Dieter Sues Atkins Estate and Company
Well, our wacky friends at the Physicians Committee for Responsible Medicine (PCRM) are at it again. I’m surprised it’s taken them this long. It seems they have finally hooked a fish from the website they have had up for many, many months that has been asking for people to submit info about how they were harmed by the Atkins diet. It was, no doubt, with this goal in mind that the website was created. Although PCRM is an organization that evangelizes veganism and condemns any and all uses of animals (for food, medicine development, testing, medical training, even seeing eye dogs for the blind), they are truly predatory when it comes to attacking anything that they see as a threat to their goals.
It doesn’t surprise me in the least, and “predatory litigators” or “ambulance chasers” is actually somewhat of a step down from the more recent enlightenment of how far PCRM is willing to go to and how radical and uncompromising they are in their approach. The whole debacle over Atkins’ medical reports showed that PCRM has no professional or ethical scrupples, let alone common dignity for a deceased person and their family. But as you read more about their ties to PETA and other animal “liberation” groups, some of which are open proponents of violence, one starts to really wonder about the sanity of these people and whether they are truly dangerous to the public - “terrorists” as some people have started to call them.
As far as this suit goes, I’m not a lawyer, and sometimes the law seems to rule against common sense, so anything’s possible. However, it seems to me ludicrous that someone can claim a diet they were on gave them high cholesterol. Generally as we age, our cholesterol goes up, even with the same diet. Also, there is still no proof that high cholesterol gives one heart disease. Yes, you heard me right! I know, it sounds like an amazing statement, but it is true! Sure, doctors have played up cholesterol as the evil that must be eliminated at any cost, but there are many medically trained skeptics out there who have very good arguments against any link between the two, other than the red herring that has helped doctors push millions of people onto risky medications to the benefit of the pharmaceutical companies bottom lines and to the benefit of the doctors who prescribe them as they are wined and dined and given other perks by these drug companies as incentives to push yet more people onto the unnecessary meds.
In fact, study after study has shown that for most people, cholesterol actually gets lowered markedly by consuming a low-carb diet! HDL, the “good” cholesterol goes up, triglycerides tend to drop quickly and precipitously, and LDL, the “bad” cholesterol may rise initially only to drop back down to below the initial value. LDL is still seen by most mainstream doctors as the main component to look at when trying to determine whether someone needs drugs. Amazingly, though, this fails to take into account the fact that LDL is actually composed of different subparticles, one group that is associated with health benefits! Those healthy LDL particles seem to increase in proportion to the unhealthy LDL particles on a low carb diet even as the total LDL remains the same, thus improving overal health indicators, but of course this is ignored by most doctors who are eager to put as many patients as possible on drugs. The reason why tests to determine these LDL subparticle groupings are not done as part of the standard cholesterol test, I am sure, is that if this were done, many people might show a more healthy cholesterol profile and would then be harder to convince to take medication.
I’m hoping someone decides to sue PCRM for promoting a vegan diet, which can certainly be abused as much as a low-carb diet to where it becomes unhealthy. That is part of the issue, too, I think. Any diet can be abused. People who don’t understand basic nutrition can take Weight Watchers, Dean Ornish, Atkins, or anyone else’s plan, and creatively mutate it to the point where one is still theoretically “following” the diet, but not eating in a very optimal way. I suppose, though, in this litigious society we have, unless people are told exactly what to eat at every meal in exact quantities, diet books potentially open themselves up to suit when someone who’s followed them for all of a few weeks develops some probably completely unrelated health condition. PCRM of course, has a whole other agenda. Their single-mindedness marks them as not to be trusted in any kind of debate to get at the truth of what is healthy and what is harmful. Their tactics are sensationalistic and in no way represent the scientific sounding name they use which should indicate a body that endeavors to search objectively for the truth, not being dogmatic, aiding frivolous lawsuits, or publicizing private medical records.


From the entries below, copy every line that holds the word "bisector".

[DATA RECORDS Boundary: Start]

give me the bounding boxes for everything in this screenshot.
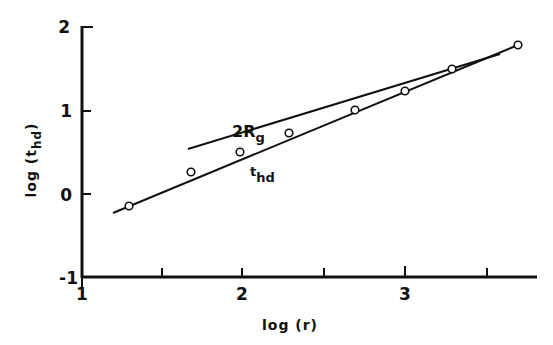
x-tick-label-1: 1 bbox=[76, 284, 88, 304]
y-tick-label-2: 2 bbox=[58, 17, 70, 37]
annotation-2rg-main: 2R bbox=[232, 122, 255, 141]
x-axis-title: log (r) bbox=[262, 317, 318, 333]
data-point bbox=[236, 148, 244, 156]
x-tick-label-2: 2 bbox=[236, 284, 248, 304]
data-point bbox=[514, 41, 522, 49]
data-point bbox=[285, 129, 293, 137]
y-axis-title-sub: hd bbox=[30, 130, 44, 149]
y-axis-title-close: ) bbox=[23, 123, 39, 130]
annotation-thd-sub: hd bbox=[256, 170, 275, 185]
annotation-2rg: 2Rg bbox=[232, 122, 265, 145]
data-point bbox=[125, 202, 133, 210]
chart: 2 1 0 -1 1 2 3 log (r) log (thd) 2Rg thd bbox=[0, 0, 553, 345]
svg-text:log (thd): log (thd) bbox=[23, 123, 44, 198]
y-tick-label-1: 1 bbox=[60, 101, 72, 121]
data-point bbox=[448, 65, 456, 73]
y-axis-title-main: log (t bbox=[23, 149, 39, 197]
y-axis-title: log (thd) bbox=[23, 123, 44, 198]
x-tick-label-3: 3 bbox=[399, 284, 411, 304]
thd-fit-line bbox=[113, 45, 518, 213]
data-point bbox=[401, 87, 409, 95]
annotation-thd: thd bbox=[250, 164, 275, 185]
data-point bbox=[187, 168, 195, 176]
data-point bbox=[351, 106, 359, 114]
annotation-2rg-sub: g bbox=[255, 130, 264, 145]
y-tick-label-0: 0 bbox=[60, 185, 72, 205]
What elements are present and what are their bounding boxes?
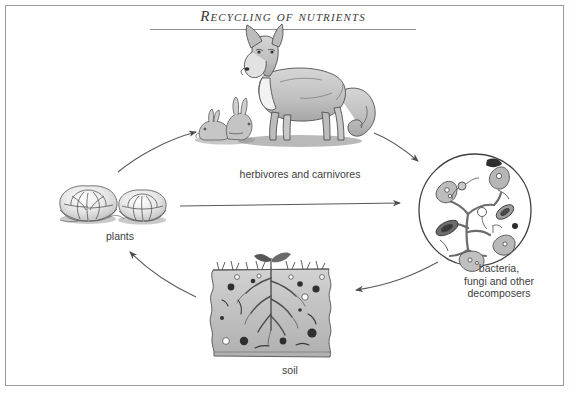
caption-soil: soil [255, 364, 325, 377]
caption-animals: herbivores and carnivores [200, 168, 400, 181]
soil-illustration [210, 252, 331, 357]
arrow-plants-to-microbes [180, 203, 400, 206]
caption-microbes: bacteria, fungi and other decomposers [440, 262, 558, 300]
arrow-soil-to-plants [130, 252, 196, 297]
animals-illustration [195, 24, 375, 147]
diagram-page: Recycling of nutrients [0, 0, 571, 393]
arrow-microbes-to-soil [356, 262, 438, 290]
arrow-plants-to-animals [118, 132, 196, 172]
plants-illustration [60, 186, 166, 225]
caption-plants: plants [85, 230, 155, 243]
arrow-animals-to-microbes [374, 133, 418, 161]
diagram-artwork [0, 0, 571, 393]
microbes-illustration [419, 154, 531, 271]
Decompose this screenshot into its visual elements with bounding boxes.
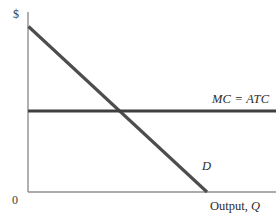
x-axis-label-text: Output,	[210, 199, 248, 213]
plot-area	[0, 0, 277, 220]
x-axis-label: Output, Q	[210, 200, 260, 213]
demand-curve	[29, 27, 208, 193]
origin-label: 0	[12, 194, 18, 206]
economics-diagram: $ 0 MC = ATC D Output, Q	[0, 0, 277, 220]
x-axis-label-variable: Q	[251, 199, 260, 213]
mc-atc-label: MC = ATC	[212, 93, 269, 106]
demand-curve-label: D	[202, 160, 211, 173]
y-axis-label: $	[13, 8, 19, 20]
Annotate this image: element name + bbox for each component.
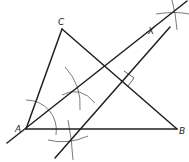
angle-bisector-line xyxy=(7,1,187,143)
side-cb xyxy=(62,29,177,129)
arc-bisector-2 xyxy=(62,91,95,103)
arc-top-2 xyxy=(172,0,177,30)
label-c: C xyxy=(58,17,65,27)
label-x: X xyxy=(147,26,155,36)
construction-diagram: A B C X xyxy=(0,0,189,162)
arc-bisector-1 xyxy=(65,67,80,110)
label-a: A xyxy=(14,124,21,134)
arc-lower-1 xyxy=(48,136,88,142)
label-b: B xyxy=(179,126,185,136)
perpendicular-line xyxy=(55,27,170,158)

[DATA RECORDS Boundary: End]

SOLUTION TO THE EXERCISE.
angle-bisector-line xyxy=(7,1,187,143)
arc-bisector-2 xyxy=(62,91,95,103)
arc-bisector-1 xyxy=(65,67,80,110)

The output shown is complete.